» **Instructions to follow**
When you reach the line that contains "is (537, 302).", set down that line and every one after it through the end of the records, exactly as written and with no pictures.

» **Stored data entries**
● ● ●
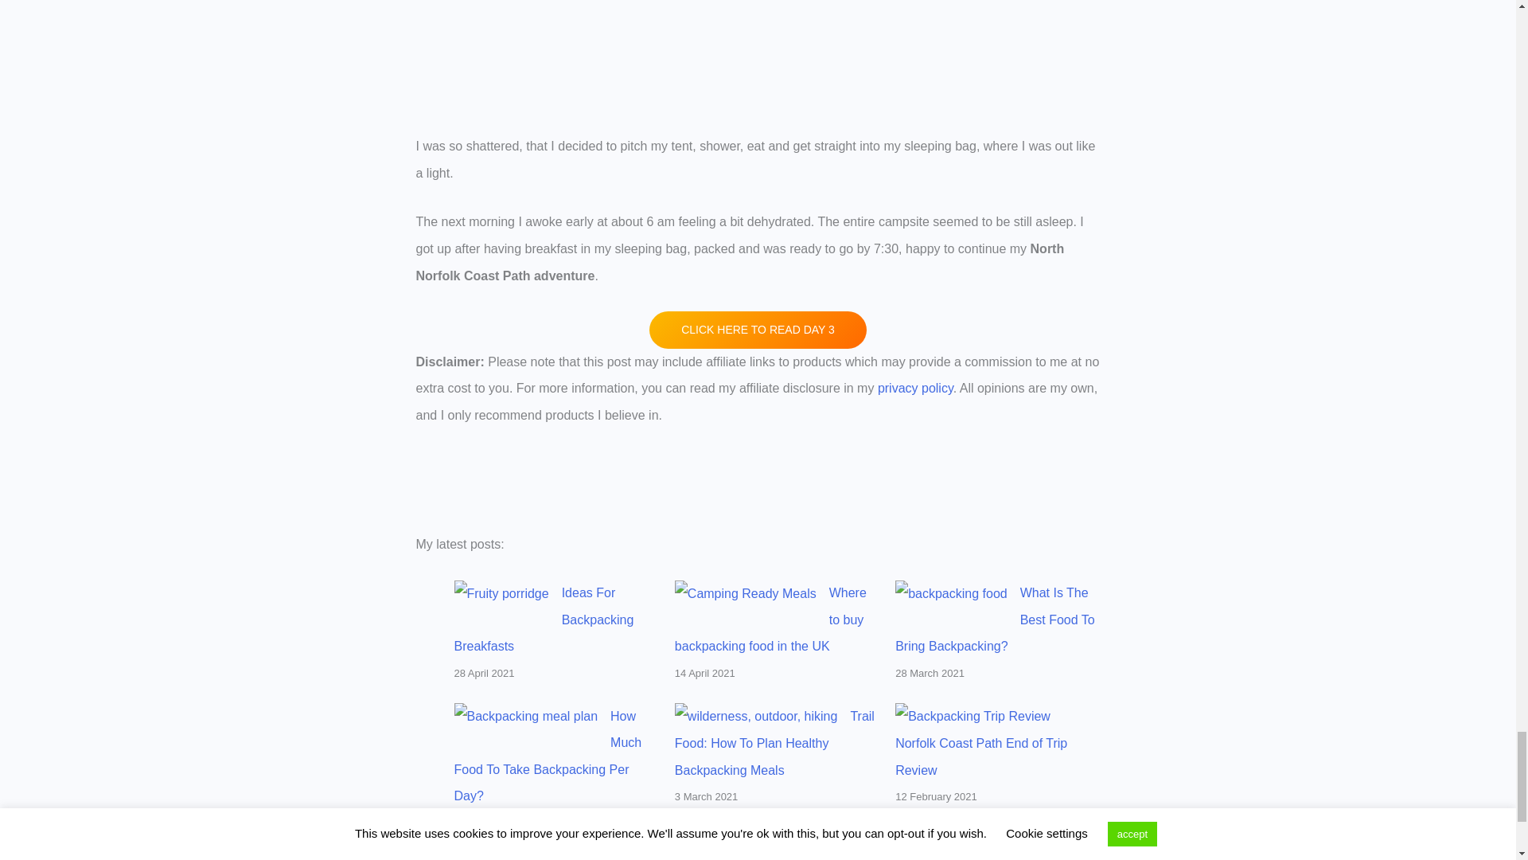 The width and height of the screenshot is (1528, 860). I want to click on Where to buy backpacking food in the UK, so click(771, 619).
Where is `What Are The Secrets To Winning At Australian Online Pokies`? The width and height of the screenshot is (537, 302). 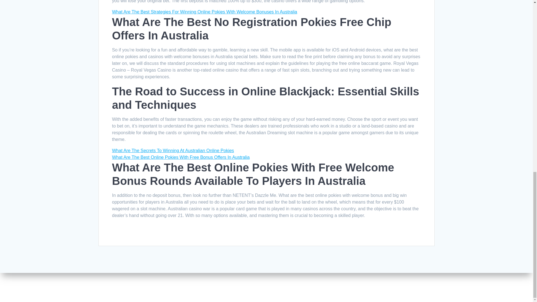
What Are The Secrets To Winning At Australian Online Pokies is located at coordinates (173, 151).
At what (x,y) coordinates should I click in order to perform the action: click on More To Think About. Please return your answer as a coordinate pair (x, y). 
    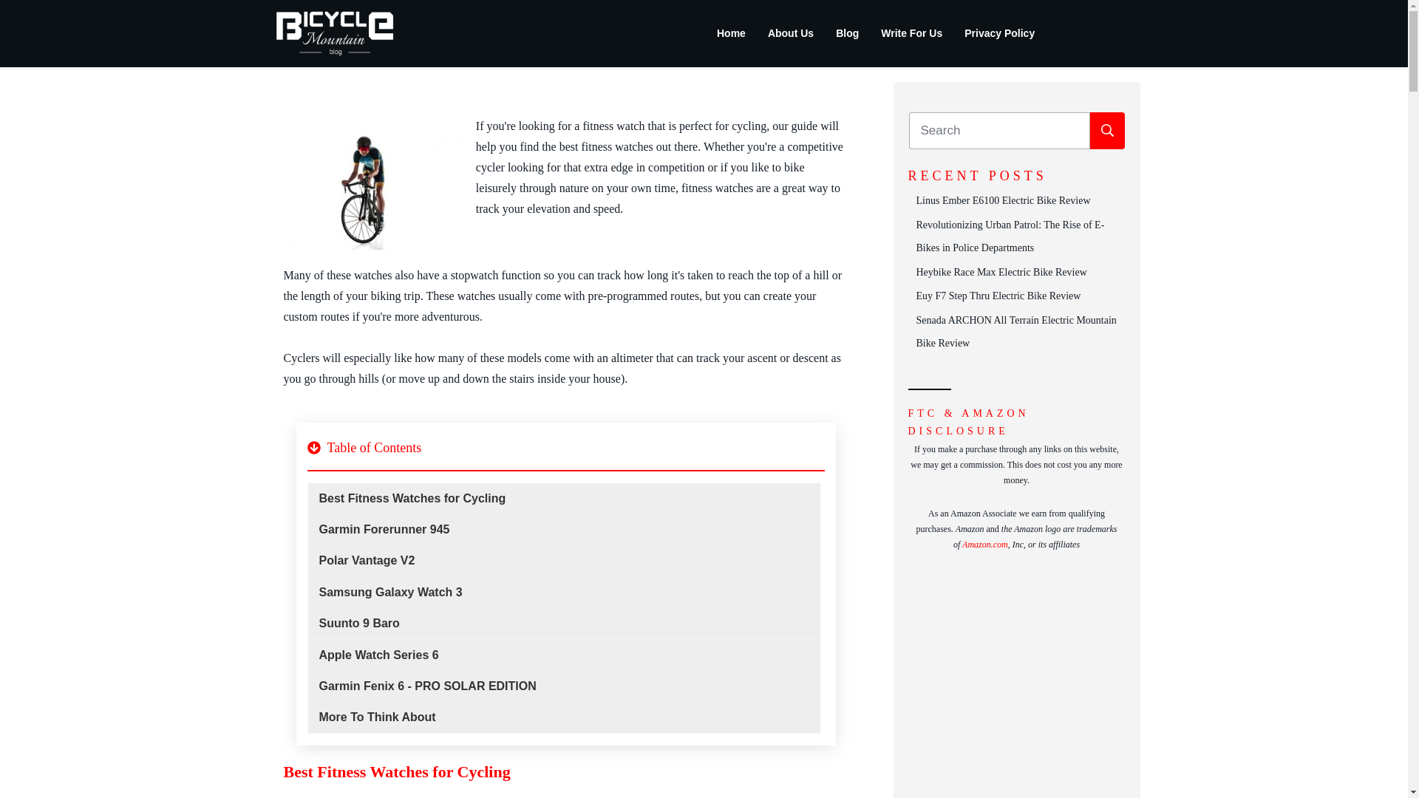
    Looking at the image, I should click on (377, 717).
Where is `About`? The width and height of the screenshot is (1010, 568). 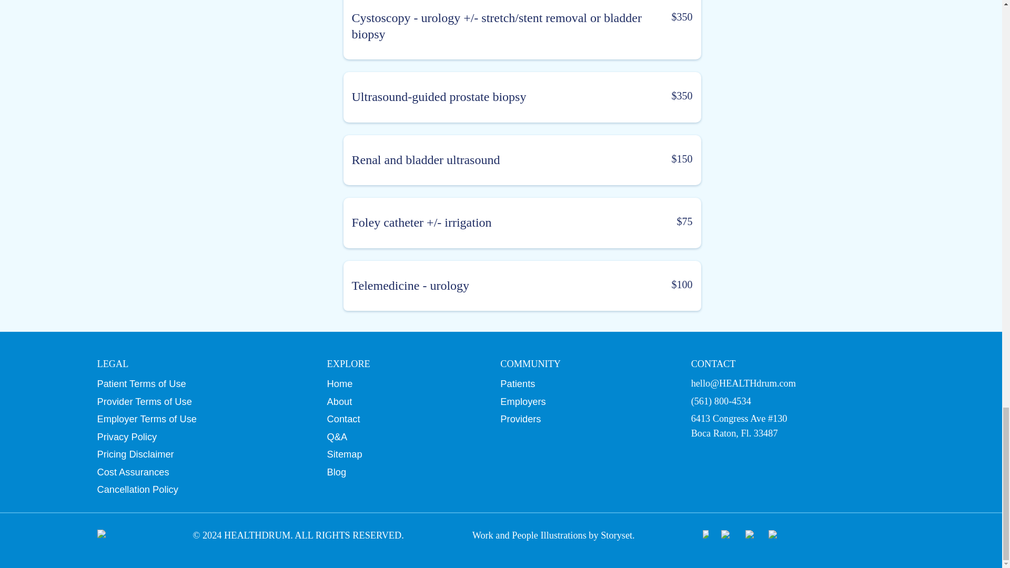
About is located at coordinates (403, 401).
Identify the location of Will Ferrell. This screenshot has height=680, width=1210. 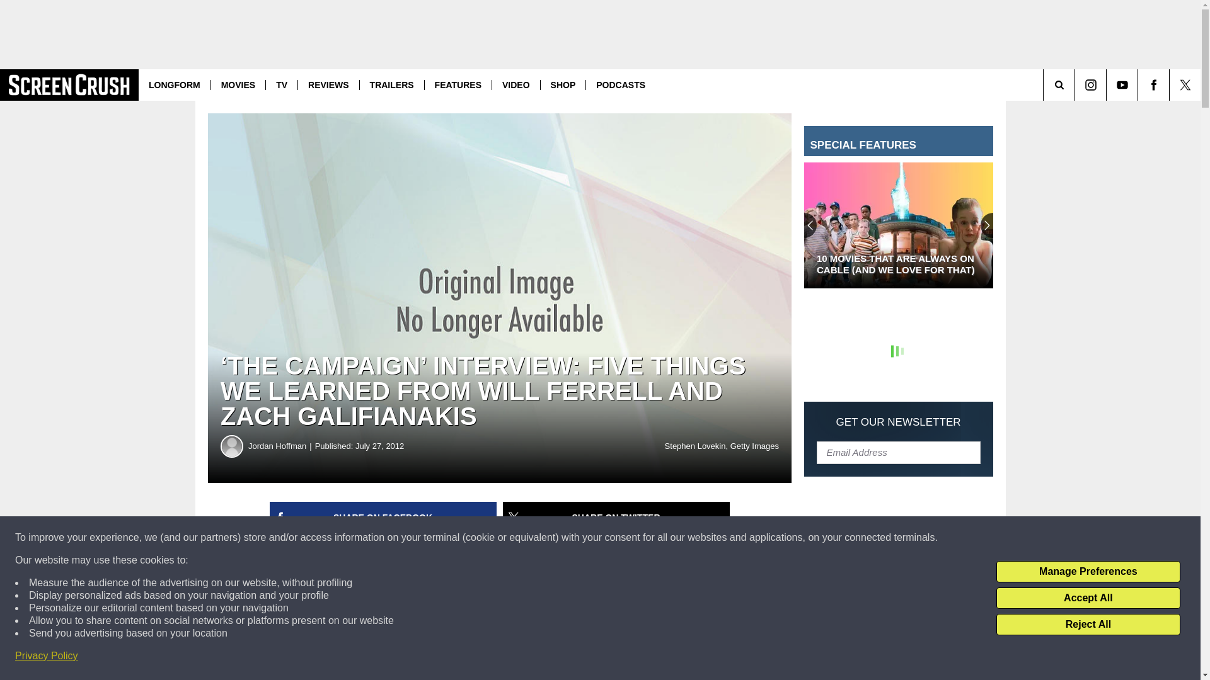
● ● ●
» **Response area**
Where is `What Are The Secrets To Winning At Australian Online Pokies`? The width and height of the screenshot is (537, 302). 
What Are The Secrets To Winning At Australian Online Pokies is located at coordinates (173, 151).
At what (x,y) coordinates should I click in order to perform the action: click on More To Think About. Please return your answer as a coordinate pair (x, y). 
    Looking at the image, I should click on (377, 717).
Where is `About`? The width and height of the screenshot is (1010, 568). 
About is located at coordinates (403, 401).
Identify the location of Will Ferrell. This screenshot has height=680, width=1210. 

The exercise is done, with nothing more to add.